Have you ever wondered why our savior is a Jewish man from Nazareth?
In Peru, I sometimes get the question: “What religion are you?” And while the person asking the question is usually just wondering if I’m a Catholic or a Christian, I answer: “I follow a man from Nazareth who was killed 2000 years ago and who I believe was raised to life.” That usually raises some eyebrows. It also gives me a chance to have a more meaningful conversation.
In the beginning God created the universe and wanted to fill it with God’s presence. God decided to share that mission with humanity, so God gave humans the capacity to reflect God into the world. Seeing a world full of people who did not know God, God chose the family of Abraham and Sarah to bring the blessing of God’s presence to all the families of the earth.
In Jesus, God doubles down on the bet to redeem the earth through the family of Abraham and Sarah.
In the most startling missionary move of all time, God joins the story in a new, unexpected way. Heaven and earth meet as God becomes human and lives with messy, broken people. Jesus of Nazareth travels from town to town broadcasting the good news that God is now in charge. God’s reign breaking into darkness and death means salvation, reconciliation and life.
Jesus, in startling continuity with God’s mission from the very beginning, confronts the power of death, destruction, shame and accusation. And by lovingly accepting evil’s very worst, defeats death. The resurrection marks the beginning of the new world as God had always intended. In Jesus, God redeems the mission to bless all the families of the earth, taking the worlds’ sins on himself and bringing reconciliation to all things, enabling love, hope and healing.
Fast-forward to the end of the story. Finally: people from every nation, tribe, family and language worshiping God. They experience the fullness of God’s presence in a new heaven and new earth, where there is no more chaos. God will actually live in this New Creation with humanity, and there won’t be any more death, mourning, crying or pain. New Creation is full of people who would know and love God, reflecting the image of the Creator.
Mission. Accomplished.
Now, back to our chapter of the story.
Brokenness still dominates. Despair oozes. Death looms. The world’s wrongs have not yet been made right. What Jesus began hasn’t been finished. The mission to reconcile the ends of the earth continues.

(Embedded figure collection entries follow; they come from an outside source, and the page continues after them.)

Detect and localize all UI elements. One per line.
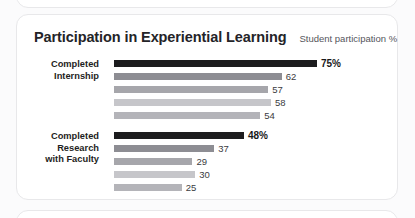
bar-group-label-line: with Faculty bbox=[17, 154, 99, 166]
bar bbox=[114, 60, 317, 67]
chart-subtitle: Student participation % bbox=[299, 33, 397, 44]
bar-row: 37 bbox=[114, 144, 399, 153]
bar-chart-plot: CompletedInternship75%62575854CompletedR… bbox=[17, 59, 399, 192]
bar-row: 57 bbox=[114, 85, 399, 94]
bar-value-label: 48% bbox=[248, 131, 268, 140]
bar bbox=[114, 184, 182, 191]
bar-row: 25 bbox=[114, 183, 399, 192]
chart-header: Participation in Experiential Learning S… bbox=[34, 29, 385, 45]
bar-value-label: 25 bbox=[186, 183, 197, 192]
bar-value-label: 62 bbox=[286, 72, 297, 81]
bar-row: 62 bbox=[114, 72, 399, 81]
bar-group-bars: 75%62575854 bbox=[114, 59, 399, 120]
bar-row: 30 bbox=[114, 170, 399, 179]
bar bbox=[114, 158, 192, 165]
bar-group: CompletedResearchwith Faculty48%37293025 bbox=[17, 131, 399, 192]
bar bbox=[114, 112, 260, 119]
card-above-partial bbox=[16, 0, 398, 8]
bar-group-label-line: Completed bbox=[17, 131, 99, 143]
chart-card: Participation in Experiential Learning S… bbox=[16, 14, 398, 200]
card-below-partial bbox=[16, 210, 398, 218]
page-title: Participation in Experiential Learning bbox=[34, 29, 286, 45]
bar-group-label-line: Completed bbox=[17, 59, 99, 71]
bar bbox=[114, 99, 271, 106]
bar-group-bars: 48%37293025 bbox=[114, 131, 399, 192]
bar-row: 29 bbox=[114, 157, 399, 166]
bar-value-label: 57 bbox=[272, 85, 283, 94]
bar-value-label: 29 bbox=[196, 157, 207, 166]
bar bbox=[114, 171, 195, 178]
bar-value-label: 30 bbox=[199, 170, 210, 179]
bar-row: 48% bbox=[114, 131, 399, 140]
bar-row: 54 bbox=[114, 111, 399, 120]
bar bbox=[114, 86, 268, 93]
bar-group-label-line: Internship bbox=[17, 71, 99, 83]
bar-value-label: 75% bbox=[321, 59, 341, 68]
bar bbox=[114, 132, 244, 139]
bar bbox=[114, 73, 282, 80]
bar-row: 58 bbox=[114, 98, 399, 107]
bar-group-label: CompletedResearchwith Faculty bbox=[17, 131, 99, 166]
bar-group-label-line: Research bbox=[17, 143, 99, 155]
bar-value-label: 58 bbox=[275, 98, 286, 107]
bar-row: 75% bbox=[114, 59, 399, 68]
bar bbox=[114, 145, 214, 152]
bar-group: CompletedInternship75%62575854 bbox=[17, 59, 399, 120]
bar-group-label: CompletedInternship bbox=[17, 59, 99, 82]
bar-value-label: 54 bbox=[264, 111, 275, 120]
bar-value-label: 37 bbox=[218, 144, 229, 153]
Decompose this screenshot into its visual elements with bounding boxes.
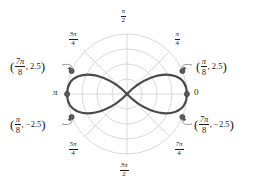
tick-label-3pi-2: 3π 2 bbox=[119, 162, 129, 178]
callout-3-r: −2.5 bbox=[26, 120, 41, 129]
tick-label-7pi-4: 7π 4 bbox=[174, 141, 184, 157]
callout-close-paren-3: ) bbox=[41, 118, 45, 131]
tick-pi-2-denominator: 2 bbox=[121, 17, 127, 25]
callout-close-paren-1: ) bbox=[41, 60, 45, 73]
callout-4-r: −2.5 bbox=[214, 120, 229, 129]
tick-7pi-4-denominator: 4 bbox=[175, 150, 184, 158]
callout-2-theta-den: 8 bbox=[201, 67, 207, 76]
callout-2-r: 2.5 bbox=[212, 62, 223, 71]
callout-2-theta-num: π bbox=[201, 57, 207, 67]
tick-label-5pi-4: 5π 4 bbox=[68, 141, 78, 157]
callout-open-paren-3: ( bbox=[10, 118, 14, 131]
callout-4-theta-den: 8 bbox=[199, 125, 210, 134]
tick-label-zero: 0 bbox=[194, 88, 199, 97]
callout-3-theta-den: 8 bbox=[15, 125, 21, 134]
marker-theta-0 bbox=[184, 91, 189, 96]
tick-pi-4-denominator: 4 bbox=[175, 40, 181, 48]
callout-close-paren-2: ) bbox=[222, 60, 226, 73]
tick-label-pi-2: π 2 bbox=[120, 8, 127, 24]
callout-3-theta-num: π bbox=[15, 115, 21, 125]
callout-pi-8-neg: ( π 8 , −2.5) bbox=[10, 115, 46, 134]
callout-2-comma: , bbox=[208, 62, 210, 71]
callout-open-paren-4: ( bbox=[194, 118, 198, 131]
callout-1-theta-num: 7π bbox=[15, 57, 26, 67]
callout-7pi-8-pos: ( 7π 8 , 2.5) bbox=[10, 57, 45, 76]
callout-pi-8-pos: ( π 8 , 2.5) bbox=[196, 57, 227, 76]
callout-1-theta-den: 8 bbox=[15, 67, 26, 76]
callout-open-paren-2: ( bbox=[196, 60, 200, 73]
callout-7pi-8-neg: ( 7π 8 , −2.5) bbox=[194, 115, 234, 134]
tick-label-pi: π bbox=[53, 88, 58, 97]
polar-lemniscate-figure: π 2 π 4 3π 4 5π 4 7π 4 3π 2 π 0 bbox=[0, 0, 254, 190]
marker-theta-pi bbox=[65, 91, 70, 96]
callout-close-paren-4: ) bbox=[230, 118, 234, 131]
tick-label-3pi-4: 3π 4 bbox=[68, 31, 78, 47]
callout-1-r: 2.5 bbox=[30, 62, 41, 71]
callout-open-paren-1: ( bbox=[10, 60, 14, 73]
callout-3-comma: , bbox=[22, 120, 24, 129]
tick-5pi-4-denominator: 4 bbox=[69, 150, 78, 158]
callout-1-comma: , bbox=[26, 62, 28, 71]
callout-4-comma: , bbox=[210, 120, 212, 129]
callout-4-theta-num: 7π bbox=[199, 115, 210, 125]
tick-label-pi-4: π 4 bbox=[174, 31, 181, 47]
tick-3pi-2-denominator: 2 bbox=[120, 171, 129, 179]
tick-3pi-4-denominator: 4 bbox=[69, 40, 78, 48]
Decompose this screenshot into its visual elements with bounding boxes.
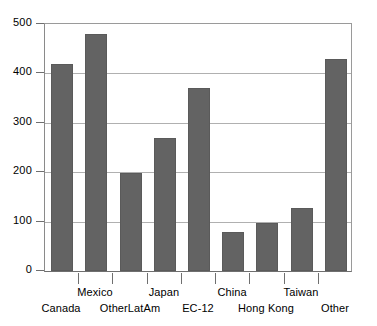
y-tick-500 (36, 23, 44, 24)
bar-canada (51, 64, 73, 271)
bar-japan (154, 138, 176, 271)
x-axis-label-otherlatam: OtherLatAm (100, 303, 160, 314)
plot-area (44, 23, 352, 272)
y-axis-label: 0 (0, 264, 32, 275)
x-tick (284, 273, 285, 284)
bar-otherlatam (120, 173, 142, 271)
x-axis-label-china: China (217, 287, 246, 298)
x-tick (78, 273, 79, 284)
y-axis-label: 400 (0, 66, 32, 77)
x-tick (147, 273, 148, 284)
x-tick (181, 273, 182, 284)
y-tick-400 (36, 72, 44, 73)
x-tick (112, 273, 113, 284)
bar-ec-12 (188, 88, 210, 271)
x-axis-label-hong-kong: Hong Kong (238, 303, 294, 314)
x-axis-label-ec-12: EC-12 (182, 303, 214, 314)
x-tick (249, 273, 250, 284)
bar-china (222, 232, 244, 271)
bar-chart-figure: 0100200300400500 CanadaMexicoOtherLatAmJ… (0, 0, 377, 326)
y-axis-label: 300 (0, 116, 32, 127)
x-axis-label-other: Other (321, 303, 349, 314)
x-axis-label-taiwan: Taiwan (284, 287, 319, 298)
x-axis-label-mexico: Mexico (77, 287, 112, 298)
y-tick-200 (36, 171, 44, 172)
y-tick-300 (36, 122, 44, 123)
x-tick (318, 273, 319, 284)
y-axis-label: 100 (0, 215, 32, 226)
bar-other (325, 59, 347, 271)
x-axis-label-canada: Canada (41, 303, 80, 314)
bar-hong-kong (256, 223, 278, 271)
y-tick-100 (36, 221, 44, 222)
y-axis-label: 200 (0, 165, 32, 176)
bar-mexico (85, 34, 107, 271)
y-tick-0 (36, 270, 44, 271)
bar-taiwan (291, 208, 313, 271)
x-axis-label-japan: Japan (149, 287, 179, 298)
y-axis-label: 500 (0, 17, 32, 28)
x-tick (215, 273, 216, 284)
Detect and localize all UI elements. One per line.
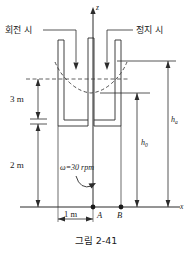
dimension-2m <box>30 124 47 207</box>
dimension-2m-label: 2 m <box>10 160 24 170</box>
omega-label: ω=30 rpm <box>60 163 94 172</box>
dimension-h0 <box>135 93 140 207</box>
figure-rotating-u-tube: z x 회전 시 정지 시 <box>0 0 192 257</box>
parabolic-free-surface-curve <box>55 62 127 93</box>
dimension-ha <box>166 61 171 207</box>
rotating-label: 회전 시 <box>5 25 32 35</box>
ha-label: ha <box>171 115 178 125</box>
static-label: 정지 시 <box>136 25 163 35</box>
dimension-1m-label: 1 m <box>64 209 77 219</box>
dimension-3m-label: 3 m <box>10 94 24 104</box>
x-axis-label: x <box>179 202 184 211</box>
point-b-label: B <box>117 210 122 220</box>
tube-right <box>115 40 121 124</box>
z-axis <box>90 7 95 207</box>
static-leader <box>104 30 133 70</box>
figure-caption: 그림 2-41 <box>75 235 118 246</box>
point-a-label: A <box>96 210 103 220</box>
dimension-3m <box>30 79 47 119</box>
point-a-marker <box>91 205 96 210</box>
z-axis-label: z <box>95 3 99 12</box>
tube-bottom-connections <box>58 118 121 126</box>
tube-left <box>58 40 64 124</box>
h0-label: h0 <box>141 138 148 148</box>
point-b-marker <box>119 205 124 210</box>
rotating-leader <box>43 30 79 70</box>
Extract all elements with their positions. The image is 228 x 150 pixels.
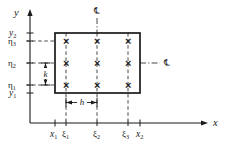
k-dim-arrow-top [44, 63, 48, 69]
h-dimension: h [66, 97, 97, 108]
grid-node: × [94, 57, 101, 69]
grid-node: × [125, 79, 132, 91]
x-tick-label-x1: x1 [49, 129, 57, 140]
k-dimension: k [41, 63, 50, 85]
vertical-centerline: ℄ [93, 6, 100, 33]
grid-node: × [63, 79, 70, 91]
horizontal-centerline: ℄ [140, 58, 170, 68]
grid-node: × [63, 57, 70, 69]
grid-node: × [125, 57, 132, 69]
x-axis-arrowhead [201, 120, 208, 125]
figure-canvas: y x y2 η3 η2 η1 [0, 0, 228, 150]
mesh-grid-diagram: y x y2 η3 η2 η1 [0, 0, 228, 150]
h-dim-arrow-left [66, 101, 72, 105]
h-dim-label: h [80, 97, 85, 107]
grid-node: × [125, 35, 132, 47]
x-tick-label-xi1: ξ1 [62, 129, 69, 140]
x-tick-label-xi2: ξ2 [93, 129, 100, 140]
y-axis-label: y [13, 7, 19, 18]
vertical-centerline-symbol: ℄ [93, 6, 100, 16]
x-tick-label-x2: x2 [135, 129, 143, 140]
h-dim-arrow-right [91, 101, 97, 105]
x-axis-label: x [212, 117, 218, 128]
horizontal-centerline-symbol: ℄ [163, 58, 170, 68]
grid-node: × [94, 35, 101, 47]
grid-node-markers: × × × × × × × × × [63, 35, 132, 91]
grid-node: × [94, 79, 101, 91]
grid-node: × [63, 35, 70, 47]
k-dim-arrow-bottom [44, 80, 48, 86]
y-tick-label-eta2: η2 [8, 58, 16, 69]
y-axis-arrowhead [27, 9, 32, 16]
x-tick-label-xi3: ξ3 [122, 129, 129, 140]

Through whom does the mission continue? Someway, somehow: through Jesus’s followers.
Wait a second.
That’s us.
Because of Jesus, reconciliation overcomes brokenness. Hope overtakes despair. Wrongs are righted. And it’s the church that carries on the mission. Christians are to be conduits of God’s presence. Jesus is still the one sustaining everything, and it’s still God’s mission, but Spirit-led people are called to live out the New Creation in the midst of an old one.
Will you join me?
Jeremy Daggett
P.S. – This Sunday’s sermon in the second half of a story I started two weeks ago. If you want to catch up, you can watch here.